Entity Identity for AI: Disambiguation, Unique Identifiers, and Cross-Platform Consistency
Entity identity clarity is AEO's prerequisite: if AI systems can't reliably identify which entity you are, they can't confidently cite you, may attribute incorrect information to your brand, or may exclude you from answers they'd otherwise include you in. Building unambiguous entity identity requires a unique canonical name, a Wikidata Q-identifier, a consistent sameAs network across all platforms, and a cross-platform name/address/URL consistency audit to eliminate the fragmentation signals that confuse AI knowledge systems.
For entity building foundations, see Brand Entity Building and SameAs Entity Linking.
Entity Identity for AI - 3 Core Concepts
Entity disambiguation problem
Entity disambiguation is the challenge AI systems face when multiple entities share similar names or characteristics - and it's a significant AEO risk for brands with common, similar-sounding names, or names that overlap with other entity types (real people, geographic locations, historical terms). The disambiguation problem in practice: if your company is called 'Meridian AI' and there are 3 other companies with that name + a fictional AI company in a popular movie, AI systems cannot reliably identify which Meridian AI a user is referring to without disambiguation signals. When disambiguation fails: (1) AI answers attribute information about the wrong entity to your brand. (2) Your brand is excluded from answers it should appear in because the AI can't confidently identify your entity. (3) Wikipedia or Wikidata entries for shared-name entities create conflicting signals. Disambiguation is resolved by creating unique, consistent, and cross-platform identity signals that differentiate your entity from all others with which it could be confused.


- Assignment -
Please give back the listing exactly as it reads.

- Extracted entries -
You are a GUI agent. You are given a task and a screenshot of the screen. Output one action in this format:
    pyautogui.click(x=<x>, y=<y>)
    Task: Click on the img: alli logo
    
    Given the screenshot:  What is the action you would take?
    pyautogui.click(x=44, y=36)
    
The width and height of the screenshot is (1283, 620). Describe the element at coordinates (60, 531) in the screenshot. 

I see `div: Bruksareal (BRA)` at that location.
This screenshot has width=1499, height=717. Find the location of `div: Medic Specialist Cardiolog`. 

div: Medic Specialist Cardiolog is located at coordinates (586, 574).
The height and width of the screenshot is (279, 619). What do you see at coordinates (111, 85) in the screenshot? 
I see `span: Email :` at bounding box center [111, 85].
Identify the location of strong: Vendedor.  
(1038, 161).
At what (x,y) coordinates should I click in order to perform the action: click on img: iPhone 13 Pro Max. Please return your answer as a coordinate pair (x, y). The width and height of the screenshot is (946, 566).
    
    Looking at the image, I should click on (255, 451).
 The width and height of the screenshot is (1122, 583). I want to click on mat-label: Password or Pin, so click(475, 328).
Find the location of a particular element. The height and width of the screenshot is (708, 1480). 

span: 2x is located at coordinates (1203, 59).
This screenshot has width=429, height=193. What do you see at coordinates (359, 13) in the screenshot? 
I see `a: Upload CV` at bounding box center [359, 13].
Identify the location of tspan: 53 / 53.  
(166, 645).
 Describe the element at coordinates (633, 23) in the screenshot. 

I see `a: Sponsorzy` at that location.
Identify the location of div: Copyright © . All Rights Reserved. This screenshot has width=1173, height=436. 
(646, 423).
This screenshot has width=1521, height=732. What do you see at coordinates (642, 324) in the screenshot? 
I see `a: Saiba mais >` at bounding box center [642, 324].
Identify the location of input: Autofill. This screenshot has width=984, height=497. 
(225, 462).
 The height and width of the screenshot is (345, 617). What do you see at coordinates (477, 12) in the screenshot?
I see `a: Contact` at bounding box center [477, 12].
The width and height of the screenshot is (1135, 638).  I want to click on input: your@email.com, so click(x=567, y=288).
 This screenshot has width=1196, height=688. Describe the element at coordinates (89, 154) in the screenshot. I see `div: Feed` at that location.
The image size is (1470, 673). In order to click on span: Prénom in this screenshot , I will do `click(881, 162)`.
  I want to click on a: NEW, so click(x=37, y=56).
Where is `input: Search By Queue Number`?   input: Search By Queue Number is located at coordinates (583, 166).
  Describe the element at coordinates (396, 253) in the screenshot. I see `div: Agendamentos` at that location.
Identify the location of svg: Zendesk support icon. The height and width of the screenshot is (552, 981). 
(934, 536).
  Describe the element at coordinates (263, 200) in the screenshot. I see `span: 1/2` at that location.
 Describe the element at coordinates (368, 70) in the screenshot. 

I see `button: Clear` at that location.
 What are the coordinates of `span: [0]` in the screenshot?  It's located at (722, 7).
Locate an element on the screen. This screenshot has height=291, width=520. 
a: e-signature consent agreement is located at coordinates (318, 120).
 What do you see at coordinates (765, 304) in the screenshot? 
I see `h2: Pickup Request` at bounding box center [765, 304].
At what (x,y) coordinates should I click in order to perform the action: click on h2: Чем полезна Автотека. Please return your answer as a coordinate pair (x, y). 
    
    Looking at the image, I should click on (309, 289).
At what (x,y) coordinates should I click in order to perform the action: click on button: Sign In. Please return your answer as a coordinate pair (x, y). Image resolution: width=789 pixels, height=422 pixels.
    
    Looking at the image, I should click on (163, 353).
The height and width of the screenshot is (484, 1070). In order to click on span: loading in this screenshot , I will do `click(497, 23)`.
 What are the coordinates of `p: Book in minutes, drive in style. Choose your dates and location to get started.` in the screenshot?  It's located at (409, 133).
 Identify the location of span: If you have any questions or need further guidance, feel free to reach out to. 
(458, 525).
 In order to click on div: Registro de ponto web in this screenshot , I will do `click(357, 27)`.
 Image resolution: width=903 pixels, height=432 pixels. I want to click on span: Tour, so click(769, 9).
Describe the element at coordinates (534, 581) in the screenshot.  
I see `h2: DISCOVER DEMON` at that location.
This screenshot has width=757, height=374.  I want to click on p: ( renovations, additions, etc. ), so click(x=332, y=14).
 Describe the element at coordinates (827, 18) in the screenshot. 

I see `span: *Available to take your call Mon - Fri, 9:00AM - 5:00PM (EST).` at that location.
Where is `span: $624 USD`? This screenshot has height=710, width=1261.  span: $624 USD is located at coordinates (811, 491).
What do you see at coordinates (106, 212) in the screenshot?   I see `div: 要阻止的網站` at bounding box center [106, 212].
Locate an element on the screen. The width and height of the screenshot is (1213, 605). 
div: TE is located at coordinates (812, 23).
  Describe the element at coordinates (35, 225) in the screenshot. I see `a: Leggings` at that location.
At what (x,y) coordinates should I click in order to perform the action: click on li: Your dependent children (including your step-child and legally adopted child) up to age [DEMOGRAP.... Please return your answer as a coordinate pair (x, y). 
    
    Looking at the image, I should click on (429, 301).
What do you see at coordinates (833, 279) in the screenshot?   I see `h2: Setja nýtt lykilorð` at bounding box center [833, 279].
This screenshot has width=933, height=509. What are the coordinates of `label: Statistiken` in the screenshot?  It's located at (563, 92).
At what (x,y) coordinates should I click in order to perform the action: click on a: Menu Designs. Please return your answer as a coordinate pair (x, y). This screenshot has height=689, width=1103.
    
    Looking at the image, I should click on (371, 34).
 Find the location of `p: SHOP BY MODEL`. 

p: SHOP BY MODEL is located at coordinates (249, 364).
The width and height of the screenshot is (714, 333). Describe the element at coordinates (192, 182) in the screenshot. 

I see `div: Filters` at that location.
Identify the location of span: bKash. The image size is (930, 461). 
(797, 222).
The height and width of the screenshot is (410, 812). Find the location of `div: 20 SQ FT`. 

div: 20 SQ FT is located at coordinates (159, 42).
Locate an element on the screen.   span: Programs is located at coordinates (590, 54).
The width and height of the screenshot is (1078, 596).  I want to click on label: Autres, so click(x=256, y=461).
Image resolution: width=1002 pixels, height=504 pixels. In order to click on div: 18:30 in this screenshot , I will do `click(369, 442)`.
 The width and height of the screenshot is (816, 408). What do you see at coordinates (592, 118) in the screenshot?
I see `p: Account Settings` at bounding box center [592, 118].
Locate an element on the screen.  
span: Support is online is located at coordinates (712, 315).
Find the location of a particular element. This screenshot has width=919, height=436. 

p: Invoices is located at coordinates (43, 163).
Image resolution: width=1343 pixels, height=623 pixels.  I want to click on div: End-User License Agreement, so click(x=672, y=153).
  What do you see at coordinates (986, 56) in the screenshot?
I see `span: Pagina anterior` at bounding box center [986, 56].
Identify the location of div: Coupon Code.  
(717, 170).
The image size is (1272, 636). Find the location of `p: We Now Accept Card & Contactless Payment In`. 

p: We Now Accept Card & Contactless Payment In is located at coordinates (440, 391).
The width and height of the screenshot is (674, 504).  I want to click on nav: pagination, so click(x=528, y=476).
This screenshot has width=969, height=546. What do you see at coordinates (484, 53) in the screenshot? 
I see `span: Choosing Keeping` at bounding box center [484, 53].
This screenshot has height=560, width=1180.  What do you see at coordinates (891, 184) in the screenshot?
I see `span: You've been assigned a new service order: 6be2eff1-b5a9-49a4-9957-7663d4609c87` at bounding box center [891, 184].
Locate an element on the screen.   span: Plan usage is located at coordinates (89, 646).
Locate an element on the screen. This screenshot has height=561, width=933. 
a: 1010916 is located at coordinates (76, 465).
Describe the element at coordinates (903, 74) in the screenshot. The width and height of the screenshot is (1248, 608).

- Exercise response -
You are a GUI agent. You are given a task and a screenshot of the screen. Output one action in this format:
    pyautogui.click(x=<x>, y=<y>)
    Task: Click on the img: alli logo
    
    Given the screenshot:  What is the action you would take?
    pyautogui.click(x=44, y=36)
    
The width and height of the screenshot is (1283, 620). Describe the element at coordinates (60, 531) in the screenshot. 

I see `div: Bruksareal (BRA)` at that location.
This screenshot has width=1499, height=717. Find the location of `div: Medic Specialist Cardiolog`. 

div: Medic Specialist Cardiolog is located at coordinates (586, 574).
The height and width of the screenshot is (279, 619). What do you see at coordinates (111, 85) in the screenshot? 
I see `span: Email :` at bounding box center [111, 85].
Identify the location of strong: Vendedor.  
(1038, 161).
At what (x,y) coordinates should I click in order to perform the action: click on img: iPhone 13 Pro Max. Please return your answer as a coordinate pair (x, y). The width and height of the screenshot is (946, 566).
    
    Looking at the image, I should click on (255, 451).
 The width and height of the screenshot is (1122, 583). I want to click on mat-label: Password or Pin, so click(475, 328).
Find the location of a particular element. The height and width of the screenshot is (708, 1480). 

span: 2x is located at coordinates (1203, 59).
This screenshot has width=429, height=193. What do you see at coordinates (359, 13) in the screenshot? 
I see `a: Upload CV` at bounding box center [359, 13].
Identify the location of tspan: 53 / 53.  
(166, 645).
 Describe the element at coordinates (633, 23) in the screenshot. 

I see `a: Sponsorzy` at that location.
Identify the location of div: Copyright © . All Rights Reserved. This screenshot has width=1173, height=436. 
(646, 423).
This screenshot has width=1521, height=732. What do you see at coordinates (642, 324) in the screenshot? 
I see `a: Saiba mais >` at bounding box center [642, 324].
Identify the location of input: Autofill. This screenshot has width=984, height=497. 
(225, 462).
 The height and width of the screenshot is (345, 617). What do you see at coordinates (477, 12) in the screenshot?
I see `a: Contact` at bounding box center [477, 12].
The width and height of the screenshot is (1135, 638).  I want to click on input: your@email.com, so click(x=567, y=288).
 This screenshot has width=1196, height=688. Describe the element at coordinates (89, 154) in the screenshot. I see `div: Feed` at that location.
The image size is (1470, 673). In order to click on span: Prénom in this screenshot , I will do `click(881, 162)`.
  I want to click on a: NEW, so click(x=37, y=56).
Where is `input: Search By Queue Number`?   input: Search By Queue Number is located at coordinates (583, 166).
  Describe the element at coordinates (396, 253) in the screenshot. I see `div: Agendamentos` at that location.
Identify the location of svg: Zendesk support icon. The height and width of the screenshot is (552, 981). 
(934, 536).
  Describe the element at coordinates (263, 200) in the screenshot. I see `span: 1/2` at that location.
 Describe the element at coordinates (368, 70) in the screenshot. 

I see `button: Clear` at that location.
 What are the coordinates of `span: [0]` in the screenshot?  It's located at (722, 7).
Locate an element on the screen. This screenshot has height=291, width=520. 
a: e-signature consent agreement is located at coordinates (318, 120).
 What do you see at coordinates (765, 304) in the screenshot? 
I see `h2: Pickup Request` at bounding box center [765, 304].
At what (x,y) coordinates should I click in order to perform the action: click on h2: Чем полезна Автотека. Please return your answer as a coordinate pair (x, y). 
    
    Looking at the image, I should click on (309, 289).
At what (x,y) coordinates should I click in order to perform the action: click on button: Sign In. Please return your answer as a coordinate pair (x, y). Image resolution: width=789 pixels, height=422 pixels.
    
    Looking at the image, I should click on (163, 353).
The height and width of the screenshot is (484, 1070). In order to click on span: loading in this screenshot , I will do `click(497, 23)`.
 What are the coordinates of `p: Book in minutes, drive in style. Choose your dates and location to get started.` in the screenshot?  It's located at (409, 133).
 Identify the location of span: If you have any questions or need further guidance, feel free to reach out to. 
(458, 525).
 In order to click on div: Registro de ponto web in this screenshot , I will do `click(357, 27)`.
 Image resolution: width=903 pixels, height=432 pixels. I want to click on span: Tour, so click(769, 9).
Describe the element at coordinates (534, 581) in the screenshot.  
I see `h2: DISCOVER DEMON` at that location.
This screenshot has width=757, height=374.  I want to click on p: ( renovations, additions, etc. ), so click(x=332, y=14).
 Describe the element at coordinates (827, 18) in the screenshot. 

I see `span: *Available to take your call Mon - Fri, 9:00AM - 5:00PM (EST).` at that location.
Where is `span: $624 USD`? This screenshot has height=710, width=1261.  span: $624 USD is located at coordinates (811, 491).
What do you see at coordinates (106, 212) in the screenshot?   I see `div: 要阻止的網站` at bounding box center [106, 212].
Locate an element on the screen. The width and height of the screenshot is (1213, 605). 
div: TE is located at coordinates (812, 23).
  Describe the element at coordinates (35, 225) in the screenshot. I see `a: Leggings` at that location.
At what (x,y) coordinates should I click in order to perform the action: click on li: Your dependent children (including your step-child and legally adopted child) up to age [DEMOGRAP.... Please return your answer as a coordinate pair (x, y). 
    
    Looking at the image, I should click on (429, 301).
What do you see at coordinates (833, 279) in the screenshot?   I see `h2: Setja nýtt lykilorð` at bounding box center [833, 279].
This screenshot has width=933, height=509. What are the coordinates of `label: Statistiken` in the screenshot?  It's located at (563, 92).
At what (x,y) coordinates should I click in order to perform the action: click on a: Menu Designs. Please return your answer as a coordinate pair (x, y). This screenshot has height=689, width=1103.
    
    Looking at the image, I should click on (371, 34).
 Find the location of `p: SHOP BY MODEL`. 

p: SHOP BY MODEL is located at coordinates (249, 364).
The width and height of the screenshot is (714, 333). Describe the element at coordinates (192, 182) in the screenshot. 

I see `div: Filters` at that location.
Identify the location of span: bKash. The image size is (930, 461). 
(797, 222).
The height and width of the screenshot is (410, 812). Find the location of `div: 20 SQ FT`. 

div: 20 SQ FT is located at coordinates (159, 42).
Locate an element on the screen.   span: Programs is located at coordinates (590, 54).
The width and height of the screenshot is (1078, 596).  I want to click on label: Autres, so click(x=256, y=461).
Image resolution: width=1002 pixels, height=504 pixels. In order to click on div: 18:30 in this screenshot , I will do `click(369, 442)`.
 The width and height of the screenshot is (816, 408). What do you see at coordinates (592, 118) in the screenshot?
I see `p: Account Settings` at bounding box center [592, 118].
Locate an element on the screen.  
span: Support is online is located at coordinates (712, 315).
Find the location of a particular element. This screenshot has width=919, height=436. 

p: Invoices is located at coordinates (43, 163).
Image resolution: width=1343 pixels, height=623 pixels.  I want to click on div: End-User License Agreement, so click(x=672, y=153).
  What do you see at coordinates (986, 56) in the screenshot?
I see `span: Pagina anterior` at bounding box center [986, 56].
Identify the location of div: Coupon Code.  
(717, 170).
The image size is (1272, 636). Find the location of `p: We Now Accept Card & Contactless Payment In`. 

p: We Now Accept Card & Contactless Payment In is located at coordinates (440, 391).
The width and height of the screenshot is (674, 504).  I want to click on nav: pagination, so click(x=528, y=476).
This screenshot has width=969, height=546. What do you see at coordinates (484, 53) in the screenshot? 
I see `span: Choosing Keeping` at bounding box center [484, 53].
This screenshot has height=560, width=1180.  What do you see at coordinates (891, 184) in the screenshot?
I see `span: You've been assigned a new service order: 6be2eff1-b5a9-49a4-9957-7663d4609c87` at bounding box center [891, 184].
Locate an element on the screen.   span: Plan usage is located at coordinates (89, 646).
Locate an element on the screen. This screenshot has height=561, width=933. 
a: 1010916 is located at coordinates (76, 465).
Describe the element at coordinates (903, 74) in the screenshot. The width and height of the screenshot is (1248, 608).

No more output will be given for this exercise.